In the 1980s, there was a saying in mainland China: "Old Deng rules by day, Little Deng rules by night." Old Deng was Deng Xiaoping, the paramount leader. Little Deng was Teresa Teng, whose cassette tapes had been smuggled across the strait by the millions. Her music was technically forbidden -- too sweet, too sentimental, too capitalist -- but it played behind closed doors in apartments from Beijing to Guangzhou. A Taiwanese singer, born to a military family that had fled the mainland after 1949, had become the most listened-to voice in a country that officially pretended she did not exist.
Teng Li-chun was born on 29 January 1953 in Yunlin County, Taiwan, the daughter of a soldier in the Republic of China Armed Forces. She grew up in the martial atmosphere of military dependents' villages, where families who had followed the Nationalist government from the mainland lived in tight-knit communities. Her first mentor introduced her to singing before military audiences, and she would continue performing for soldiers throughout her life. She grew up Roman Catholic, baptized at St. Joseph Catholic Church in Luzhou, where the church distributed rice and flour as part of its missionary work. Her birth name used the character 筠 (yun), but because people consistently mispronounced it as 君 (jun), she eventually adopted the more common character, becoming the Deng Lijun the world would know.
Teng's career spanned nearly 30 years and more than 1,700 recorded songs in Mandarin, Hokkien, Cantonese, Shanghainese, Japanese, Indonesian, English, and Italian. She is credited as East Asia's first true pop superstar, a pioneer who blended Western pop arrangements with Chinese melodic sensibility at a time when mainland China's airwaves carried little besides revolutionary anthems. In Japan, she won the Grand Prix at the Japan Cable Awards three times in a row -- for "Tsugunai" in 1984, "Aijin" in 1985, and "Toki no Nagare ni Mi o Makase" in 1986. In Taiwan, she won the Golden Bell Award for Best Female Singer in 1980. Her most acclaimed album, Dandan Youqing (Light Exquisite Feeling), released in 1983, set 12 poems from the Tang and Song dynasties to modern music. It was her first album composed entirely of original material, and it remains a touchstone of Chinese pop.
Before the 1980s, foreign music was largely banned in mainland China. Teng's songs arrived anyway, on smuggled cassettes that passed from hand to hand. Her gentle, personal style -- love songs, ballads about longing and memory -- stood in stark contrast to the collective anthems that had dominated Chinese music for decades. The authorities labeled her music decadent. People listened regardless. Faye Wong, Jay Chou, and Cui Jian, the so-called father of Chinese rock, all cite Teng as a formative influence. Nobel laureate Liu Xiaobo and filmmaker Jia Zhangke have spoken of her cultural impact. She became, without ever setting foot on the mainland, a bridge between two Chinas that officially did not speak to each other.
On 8 May 1995, Teresa Teng died in Chiang Mai, Thailand, at the age of 42. She had been on holiday. Reports attributed her death to a severe asthma attack, though Thai doctors cited heart failure. No autopsy was performed -- both her family and that of her fiance, Paul Quilery, declined. She had complained of respiratory difficulties since the start of the year. Her funeral in Taiwan became the largest state-sponsored memorial the island had ever seen, with over 30,000 people lining the route. Billboard wrote that her death "produced a unified sense of loss throughout all of Asia." She was buried at Chin Pao San cemetery in Jinshan, on the northern coast of Taiwan, overlooking the sea.
Teresa Teng has been dead for three decades, but her cultural presence has not diminished. In 2013, a holographic projection of Teng appeared on stage alongside living performers at a concert in Taipei, her image singing duets with artists who grew up listening to her voice. Her grave at Chin Pao San draws visitors year-round, many of them from mainland China -- the country whose government once tried to suppress her music. The saying endures: wherever there are Chinese-speaking people, there is the music of Teresa Teng. It is not nostalgia. It is the sound of a voice that was too warm, too human, and too persistent to be contained by any border or ideology.
Teresa Teng's memorial is located at Chin Pao San cemetery at approximately 25.25°N, 121.60°E in Jinshan District, New Taipei, on the northern coast of Taiwan overlooking the ocean. She was born in Yunlin County (central Taiwan) but is most associated with the Taipei area. Nearest major airport is Taipei Songshan (RCSS), approximately 25 km south. Taiwan Taoyuan International Airport (RCTP) lies roughly 45 km southwest. Best viewed at 3,000-5,000 ft altitude along the northern coastline near Jinshan.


Write out again only the lines between the one with "as (x1, y1, x2, y2)." and the end of the records below, both ends counted, and don't include the pictures.
--- MATERIAL PROVIDED Enclosed Below ---
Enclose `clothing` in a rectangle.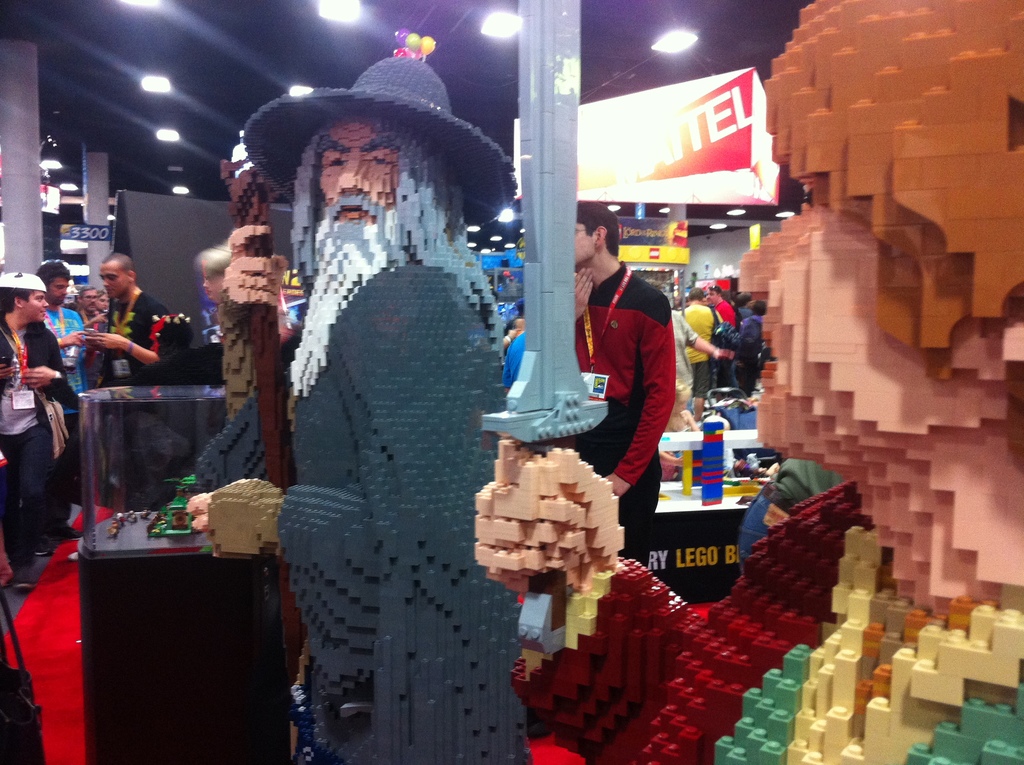
45,305,80,494.
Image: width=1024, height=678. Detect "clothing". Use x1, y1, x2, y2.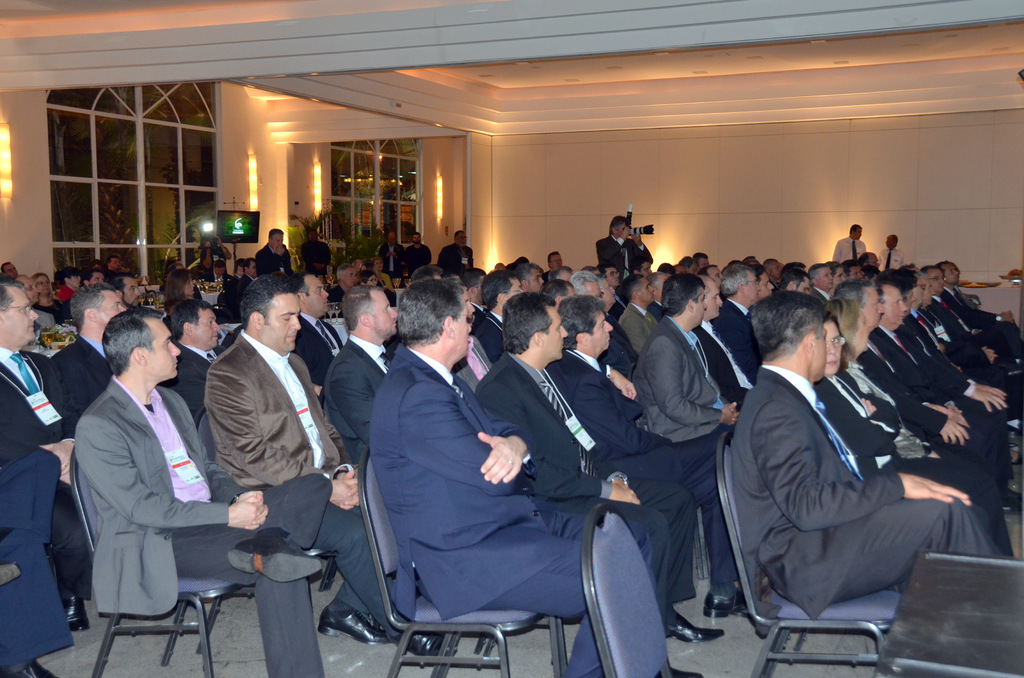
725, 364, 996, 618.
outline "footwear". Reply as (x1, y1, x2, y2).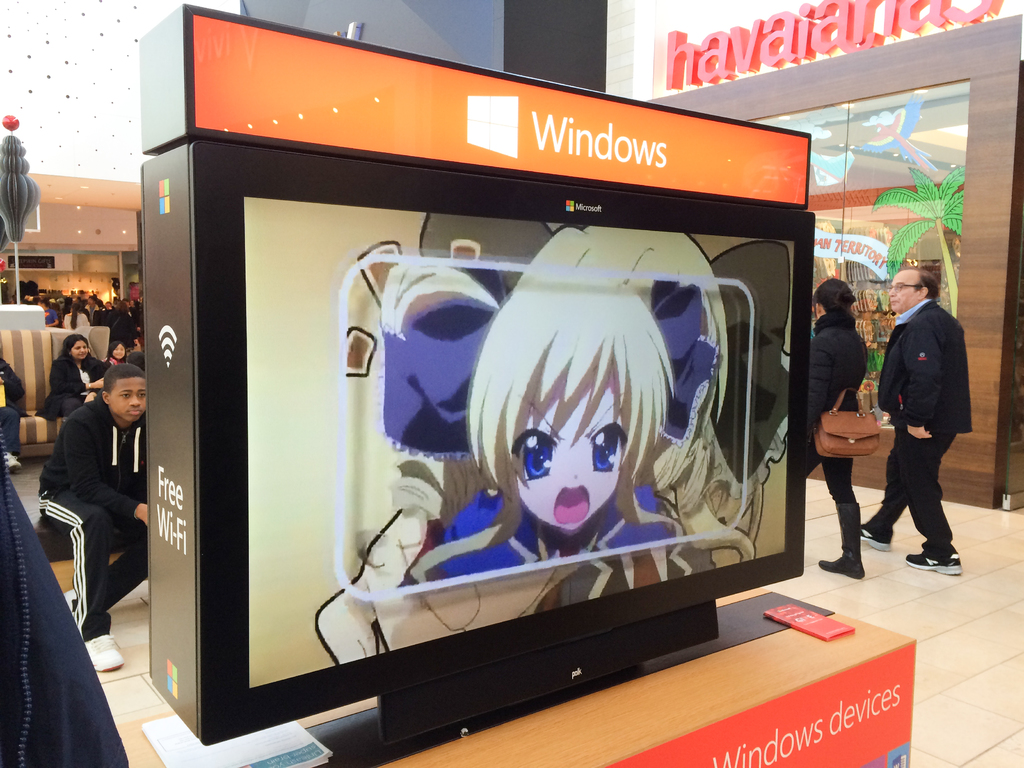
(904, 543, 963, 577).
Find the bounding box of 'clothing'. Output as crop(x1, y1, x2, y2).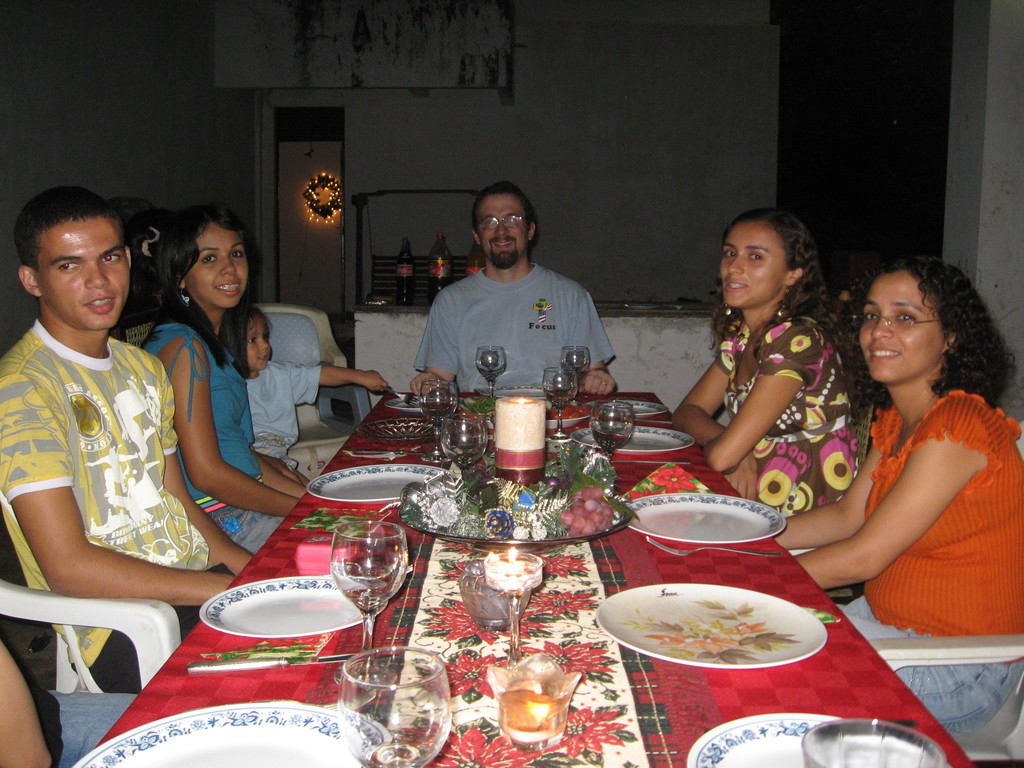
crop(718, 311, 858, 522).
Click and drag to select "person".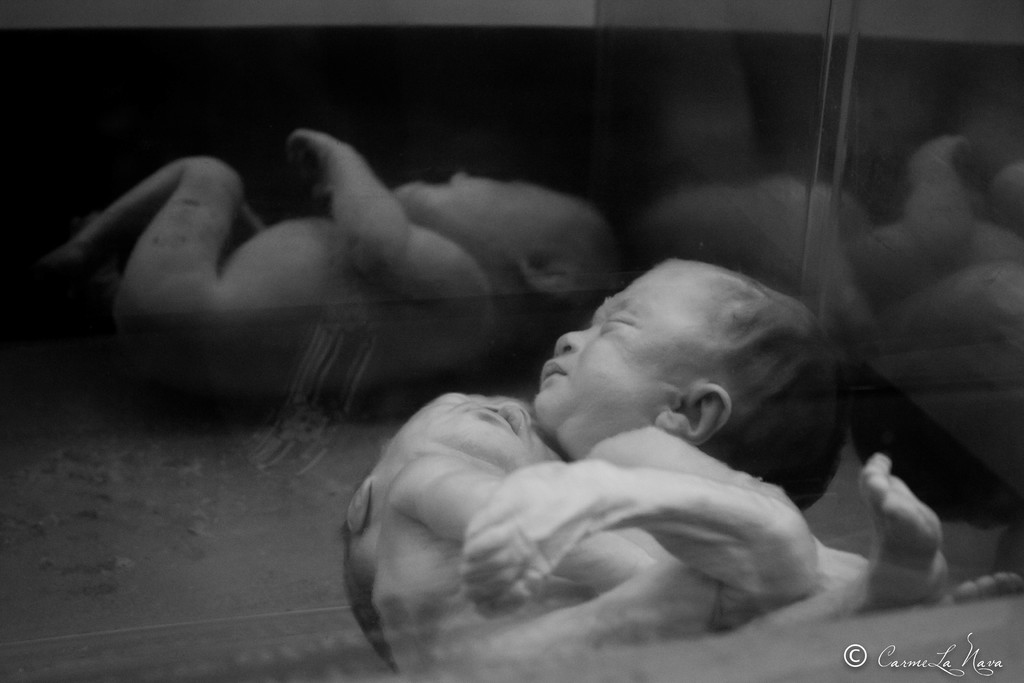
--- End of Enclosed MATERIAL PROVIDED ---
SOLUTION —
outline "footwear". Reply as (x1, y1, x2, y2).
(904, 543, 963, 577).
Find the bounding box of 'clothing'. Output as crop(x1, y1, x2, y2).
crop(718, 311, 858, 522).
Click and drag to select "person".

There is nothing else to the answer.